Blog: George N'Namdi

Metro Detroit is one of the largest contemporary art markets in the country, according to George N'Namdi, founder of the N'Namdi Center for Contemporary Art, a visual and performing arts venue housing one of the world's finest collections of African American art. This week George writes about the guest curators and artists who are turning Detroit's Sugar Hill arts district into a showpiece of the modern art circuit.

Post 2: Guest Curators Provoke the Eye

Continuing with yesterday's thoughts on what brings great artists to an area and allows them to create the works we all want to see, I want to share a bit about our guest curator program.  At the N'Namdi Center for Contemporary Art, we are continuously looking to identify up-and-coming, under-represented artists, along with bringing in well known and highly respected artists to exhibit. Locating that kind of talent and attracting them here takes a well networked creative group of people with a critical eye.

Our guest curators for the year are comprised of an eclectic group carrying stellar resumes and varying interests and artistic specialties. The type of exhibitions, juried shows, and artists they'll bring will offer visitors a unique experience with uncommon art.

Our first curator, Michael Stone-Richards, Ph.D. and associate professor at the College for Creative Studies, was selected because of the conceptual elements involving words and manipulation of space that is seen throughout his work. He intends to bring a group of artists to take the stunning space and vaulted roofing of the N'Namdi Center to project an embodied sense of new departures and transitions in the creation of a multi-visual and richly sensuous environment of sensations and thought. Artists in ceramics, video, photography, fabric, and painting will transform the space of the gallery into an environment of new trajectories, departures, and transitions.

Another of our guest curators is Dennis Alan Nawrocki, adjunct professor at the College for Creative Studies. This exhibition, scheduled for 2012, will feature local artists and local art and be both a blast from the past and a look into the future. Featuring classics of art from Cass Corridor, and a sampling of fresh offerings from a new generation of Detroit artists, works will include found objects, sculpture, heavily textured items, and thick clotted paint.

Rebecca Mazzei, assistant Dean of the College for Creative studies, will bring an exhibit concentrated on artists from Detroit and Chicago that are self taught. She has an eye for talented artists that lack formal training but offer engaging and provocative pieces.  

These shows are opportunities for artists to come to explore Detroit while exposing their work to spectators and collectors who've yet to experience what they have to offer. Another opportunity offered to artists is the upcoming "Language of Abstraction: Communicating with direct route to the intellect", which is a national juried exhibition curated by national artist/educator Najjar Abdul-Musawwir, professor of art at the University of Southern Illinois. Artists working in 2D and 3D form from around the United States are invited to make online submissions for the theme "Language of Abstraction: Communicating with direct route to the intellect."

The exhibition will be held in winter 2012.  Works will be juried on the use of abstraction as a visual language for formalism and narrative expression.  

Opportunities like those at our non-profit, The N'Namdi Center for Contemporary Art, give artists exposure and allow them to focus on creating art. The more we offer these types of opportunities, the more we expose the art collectors to the works available, the more we make Detroit a destination for both artists and art admirers.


## TASK BRIEF
Please return every line of the records below that holds the word "title".
(MATERIAL SUPPLIED)
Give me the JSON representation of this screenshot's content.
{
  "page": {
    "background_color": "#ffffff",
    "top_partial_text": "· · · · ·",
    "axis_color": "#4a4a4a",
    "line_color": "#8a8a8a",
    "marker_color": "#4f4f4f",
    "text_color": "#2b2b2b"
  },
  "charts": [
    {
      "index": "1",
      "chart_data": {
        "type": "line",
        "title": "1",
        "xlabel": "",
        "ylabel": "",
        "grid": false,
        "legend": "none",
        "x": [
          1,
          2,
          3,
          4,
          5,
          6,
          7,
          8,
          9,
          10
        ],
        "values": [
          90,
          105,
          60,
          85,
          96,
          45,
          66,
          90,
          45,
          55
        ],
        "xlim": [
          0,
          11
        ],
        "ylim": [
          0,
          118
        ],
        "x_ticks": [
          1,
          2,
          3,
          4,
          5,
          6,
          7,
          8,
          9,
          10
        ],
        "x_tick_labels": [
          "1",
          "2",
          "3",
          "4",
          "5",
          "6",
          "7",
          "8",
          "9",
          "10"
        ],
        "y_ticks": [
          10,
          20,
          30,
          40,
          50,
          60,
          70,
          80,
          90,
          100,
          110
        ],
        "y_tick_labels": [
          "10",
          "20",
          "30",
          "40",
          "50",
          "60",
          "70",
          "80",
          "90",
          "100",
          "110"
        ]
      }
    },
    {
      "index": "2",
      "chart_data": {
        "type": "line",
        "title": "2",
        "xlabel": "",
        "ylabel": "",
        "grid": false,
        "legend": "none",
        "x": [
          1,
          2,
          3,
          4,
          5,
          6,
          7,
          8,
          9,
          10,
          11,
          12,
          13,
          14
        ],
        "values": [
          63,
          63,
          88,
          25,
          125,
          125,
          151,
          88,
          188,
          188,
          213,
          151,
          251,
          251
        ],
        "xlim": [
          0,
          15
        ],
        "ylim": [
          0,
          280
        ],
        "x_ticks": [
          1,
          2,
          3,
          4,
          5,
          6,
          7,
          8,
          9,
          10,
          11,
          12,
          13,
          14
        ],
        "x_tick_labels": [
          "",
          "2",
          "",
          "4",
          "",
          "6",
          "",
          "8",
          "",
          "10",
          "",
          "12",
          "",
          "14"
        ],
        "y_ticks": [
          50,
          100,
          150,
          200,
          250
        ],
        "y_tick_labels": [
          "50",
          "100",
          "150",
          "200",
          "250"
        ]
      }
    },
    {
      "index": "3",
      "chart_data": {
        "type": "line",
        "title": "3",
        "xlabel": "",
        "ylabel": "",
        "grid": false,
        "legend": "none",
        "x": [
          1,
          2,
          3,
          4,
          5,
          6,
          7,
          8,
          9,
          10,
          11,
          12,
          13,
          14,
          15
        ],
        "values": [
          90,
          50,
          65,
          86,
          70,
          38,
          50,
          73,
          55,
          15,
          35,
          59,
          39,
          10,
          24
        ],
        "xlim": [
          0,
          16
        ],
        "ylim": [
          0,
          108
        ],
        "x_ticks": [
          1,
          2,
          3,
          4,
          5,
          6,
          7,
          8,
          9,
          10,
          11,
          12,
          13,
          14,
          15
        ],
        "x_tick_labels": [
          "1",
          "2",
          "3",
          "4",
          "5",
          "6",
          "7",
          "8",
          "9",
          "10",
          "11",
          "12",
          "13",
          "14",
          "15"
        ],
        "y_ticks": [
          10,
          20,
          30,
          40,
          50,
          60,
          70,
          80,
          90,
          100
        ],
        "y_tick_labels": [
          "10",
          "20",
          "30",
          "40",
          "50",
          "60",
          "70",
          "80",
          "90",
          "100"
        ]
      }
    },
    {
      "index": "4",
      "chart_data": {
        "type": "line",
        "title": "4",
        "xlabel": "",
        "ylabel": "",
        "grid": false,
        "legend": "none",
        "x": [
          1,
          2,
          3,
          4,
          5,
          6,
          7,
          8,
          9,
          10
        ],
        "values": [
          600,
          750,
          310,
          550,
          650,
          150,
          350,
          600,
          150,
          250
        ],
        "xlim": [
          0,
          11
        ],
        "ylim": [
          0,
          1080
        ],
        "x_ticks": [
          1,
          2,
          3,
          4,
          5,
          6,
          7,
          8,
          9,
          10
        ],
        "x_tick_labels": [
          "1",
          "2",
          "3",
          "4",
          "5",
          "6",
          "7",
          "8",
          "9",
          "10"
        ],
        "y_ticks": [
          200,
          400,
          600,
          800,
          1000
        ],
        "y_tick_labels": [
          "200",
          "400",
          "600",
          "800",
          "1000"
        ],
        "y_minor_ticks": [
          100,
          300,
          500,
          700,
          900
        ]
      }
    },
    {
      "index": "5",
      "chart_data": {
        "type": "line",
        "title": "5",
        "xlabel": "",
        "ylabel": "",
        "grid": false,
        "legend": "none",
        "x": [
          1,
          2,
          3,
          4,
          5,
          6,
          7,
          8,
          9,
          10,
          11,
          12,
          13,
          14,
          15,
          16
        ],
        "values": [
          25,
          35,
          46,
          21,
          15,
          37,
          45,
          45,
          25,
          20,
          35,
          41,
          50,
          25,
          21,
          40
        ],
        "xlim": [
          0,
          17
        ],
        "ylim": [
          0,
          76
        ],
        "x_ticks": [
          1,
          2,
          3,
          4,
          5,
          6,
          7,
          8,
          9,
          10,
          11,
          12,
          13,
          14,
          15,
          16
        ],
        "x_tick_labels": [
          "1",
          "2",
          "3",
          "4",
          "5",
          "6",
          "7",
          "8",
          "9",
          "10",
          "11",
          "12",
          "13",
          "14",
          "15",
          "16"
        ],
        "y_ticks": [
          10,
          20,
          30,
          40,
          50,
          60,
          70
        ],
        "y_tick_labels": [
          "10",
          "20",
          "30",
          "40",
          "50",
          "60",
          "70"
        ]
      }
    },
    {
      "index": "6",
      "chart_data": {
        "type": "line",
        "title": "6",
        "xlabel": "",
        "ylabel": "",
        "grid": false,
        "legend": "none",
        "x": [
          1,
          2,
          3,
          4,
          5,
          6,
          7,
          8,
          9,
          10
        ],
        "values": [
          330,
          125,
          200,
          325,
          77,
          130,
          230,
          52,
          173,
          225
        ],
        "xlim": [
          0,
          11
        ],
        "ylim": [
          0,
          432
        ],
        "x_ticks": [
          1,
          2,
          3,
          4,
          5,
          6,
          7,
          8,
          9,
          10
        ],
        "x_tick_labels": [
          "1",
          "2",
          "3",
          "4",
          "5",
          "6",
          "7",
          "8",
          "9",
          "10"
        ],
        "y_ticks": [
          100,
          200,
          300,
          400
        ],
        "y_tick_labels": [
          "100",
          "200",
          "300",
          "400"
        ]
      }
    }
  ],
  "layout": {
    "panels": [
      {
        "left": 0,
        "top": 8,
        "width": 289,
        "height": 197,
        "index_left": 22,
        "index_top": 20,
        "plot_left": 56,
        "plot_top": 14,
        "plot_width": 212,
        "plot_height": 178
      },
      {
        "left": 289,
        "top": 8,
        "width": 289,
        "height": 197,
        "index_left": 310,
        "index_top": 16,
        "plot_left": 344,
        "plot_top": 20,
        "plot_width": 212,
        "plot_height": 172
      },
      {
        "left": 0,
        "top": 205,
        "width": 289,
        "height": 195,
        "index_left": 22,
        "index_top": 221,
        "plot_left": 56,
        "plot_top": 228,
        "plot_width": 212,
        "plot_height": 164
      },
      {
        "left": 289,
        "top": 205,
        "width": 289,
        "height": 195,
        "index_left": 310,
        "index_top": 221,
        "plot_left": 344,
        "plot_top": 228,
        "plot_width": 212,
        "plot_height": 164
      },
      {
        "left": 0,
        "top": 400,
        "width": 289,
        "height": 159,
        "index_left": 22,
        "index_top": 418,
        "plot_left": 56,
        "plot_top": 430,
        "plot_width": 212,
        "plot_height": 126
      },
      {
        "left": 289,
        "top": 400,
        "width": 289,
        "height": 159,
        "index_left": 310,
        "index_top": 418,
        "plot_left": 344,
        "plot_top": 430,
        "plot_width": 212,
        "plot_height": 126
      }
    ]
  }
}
(End MATERIAL SUPPLIED)
## SOLUTION FOR THIS PROBLEM
        "title": "1",
        "title": "2",
        "title": "3",
        "title": "4",
        "title": "5",
        "title": "6",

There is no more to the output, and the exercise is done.